Shannon Cassell and James Cregger renovated a cottage on Pine Drive to double its square footage — and create a cheerful home for a modern-day family
by Ayn-Monique Klahre | photography Tyler Cunningham

To many, the little white bungalow in Five Points would have been unremarkable: too small for today’s tastes, run-down from years of housing college kids. But to Shannon Cassell, it was an opportunity.
Cassell has a knack for renovating houses. A lawyer by training, she renovated two homes of her own in Chicago before moving to Raleigh in 2018. “There, the real estate is very much oriented toward renovating versus building,” she says, “and I’ve always had a passion for interior design.” Over the years, Cassell’s friends would turn to her to consult on additions and renovations, and she got a reputation as someone who could help “flip” a house. “It was so fun to help, and also a great learning experience for me — they weren’t paying me, but I was taking really great notes.”
Naturally, when she and her family landed in Raleigh, they renovated their Drewry Hills home. A neighbor took note of her passion, so when a 900-square-foot bungalow on Pine Drive was advertised “For Sale by Owner,” she sent Cassell a photo of the sign. Cassell saw potential — and put in a bid.
It turns out the home had been rented to students at North Carolina State University for decades. The homeowner had another offer from a builder, but she liked the idea that Cassell would be fixing it up instead of tearing it down.
“It had such obvious potential with not much tweaking of the existing structure,” Cassell says. The two-bed, one-bath white bungalow had room for an add-on while still keeping the yard, and had good bones with its smart layout and original brick fireplaces. “It had the potential to be a three-bedroom, three-bath house that would work for a modern-day family, and the location was great,” says Cassell. It also stimulated the creative part of her personality: “My friends would ask how I have the brain space to flip houses on the side, and the reality is: I did it with all of my brain space that wasn’t going toward being a lawyer.”
The two worked together to expand the footprint by about 1,000 square feet. They opened up the kitchen into a new family room, added another bedroom and bathroom on the first floor, and created a rec room and third bathroom in a new walk-out basement. “These days, people expect to have closets big enough to put their clothes in and a bathroom they can turn around in,” says Cregger. They updated the façade, added a side entrance off the kitchen, and built a deck off the back; they also put in all-new electrical, plumbing, and HVAC. And throughout, Cassell worked in smarter storage, including built-ins and expanded closet space. “The house is relatively small, just 1,800 square feet with the addition, so I didn’t want there to be storage furniture everywhere,” she says. “Now it has two living areas and a ginormous basement, so it lives really large.”

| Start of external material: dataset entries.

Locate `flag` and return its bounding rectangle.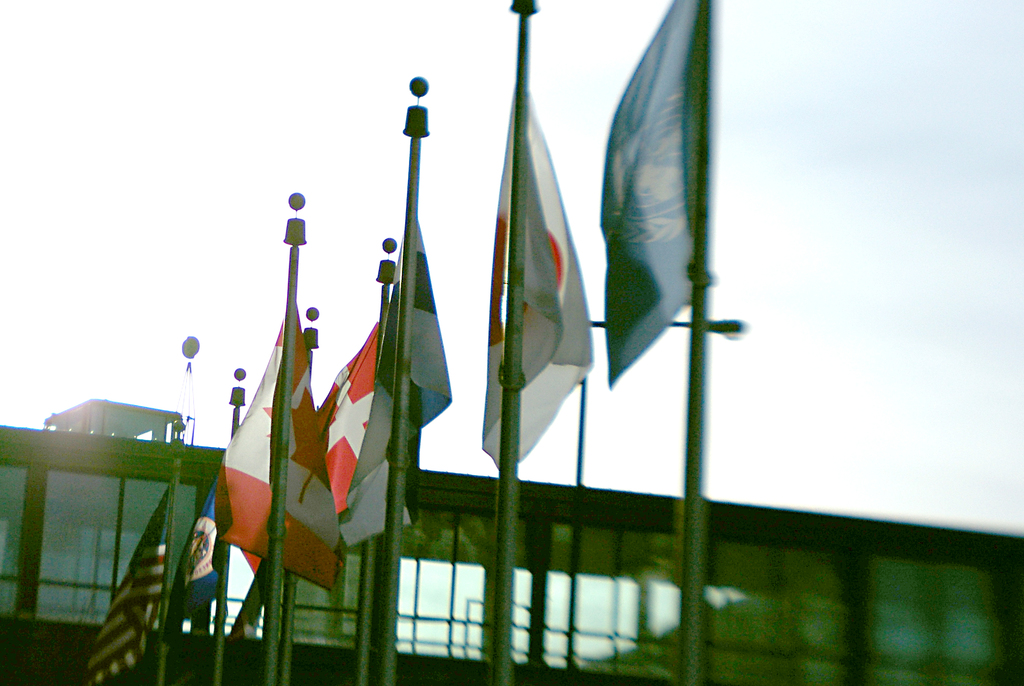
select_region(272, 314, 347, 596).
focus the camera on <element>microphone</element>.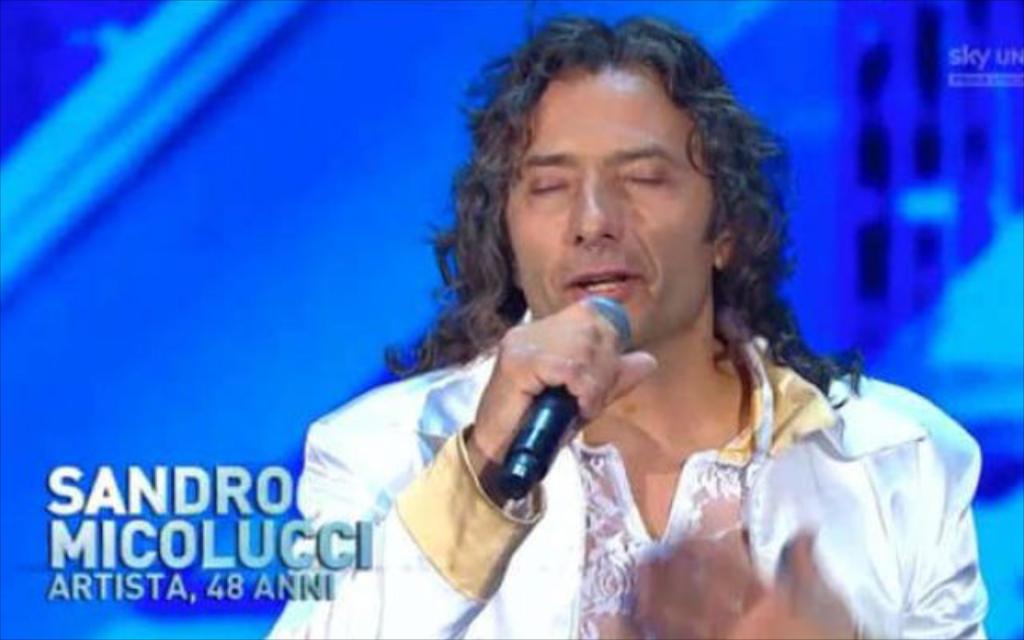
Focus region: <region>483, 291, 626, 501</region>.
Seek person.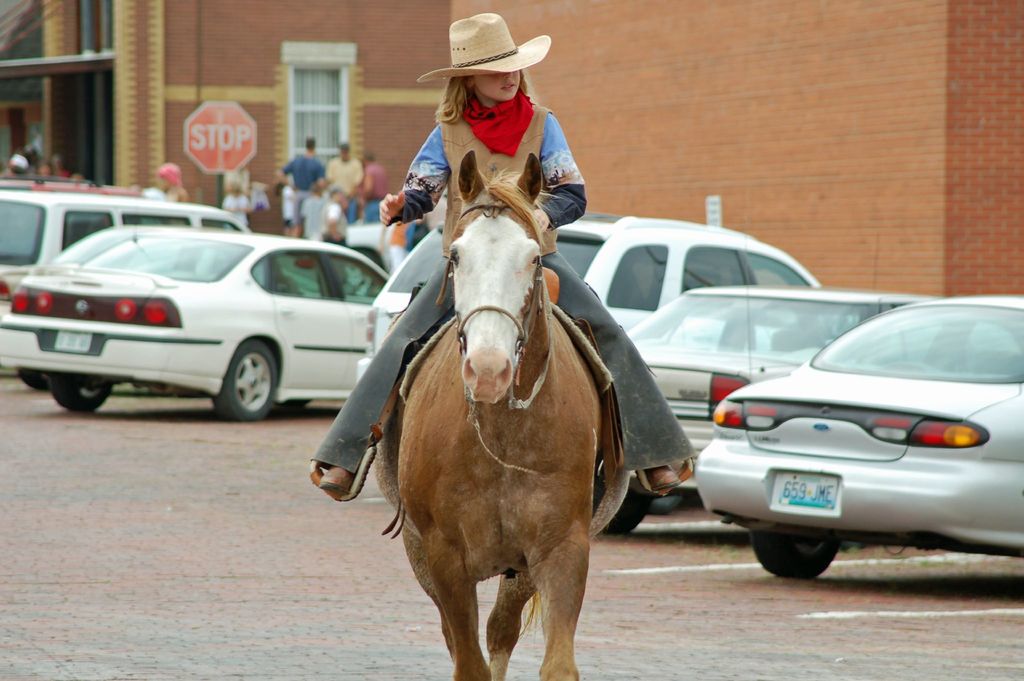
box(221, 176, 253, 222).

As the project came to a close, Cassell outfitted the rooms with a mix of her own furniture — “the couches came over on my friend’s truck!” — and pieces from Steins Furniture & Lacquer Studio. “They were extraordinarily generous with us and supportive of me and the little house that could,” says Cassell. The flip was a success; they had six offers the afternoon it listed last summer. “I was feeling total elation,” Cassell says of that validation. “I’d put so much blood, sweat, and tears into the home, and I was so proud of it when we were done.”
The project also convinced Cassell that it was time to convert her hobby into a full-time gig. So in March, she quit her job as a lawyer and in May launched her new interior design company, Shannon Cassell Interiors. There’s still a learning curve — bookkeeping and client management — but the core of it, using her brain to figure out renovation solutions, is old hat.
And behind all that is gratitude for a new career that fuels her and brings her joy. “I’m so proud that we saved this house,” Cassell says, “and happy to know it’s going to be loved.”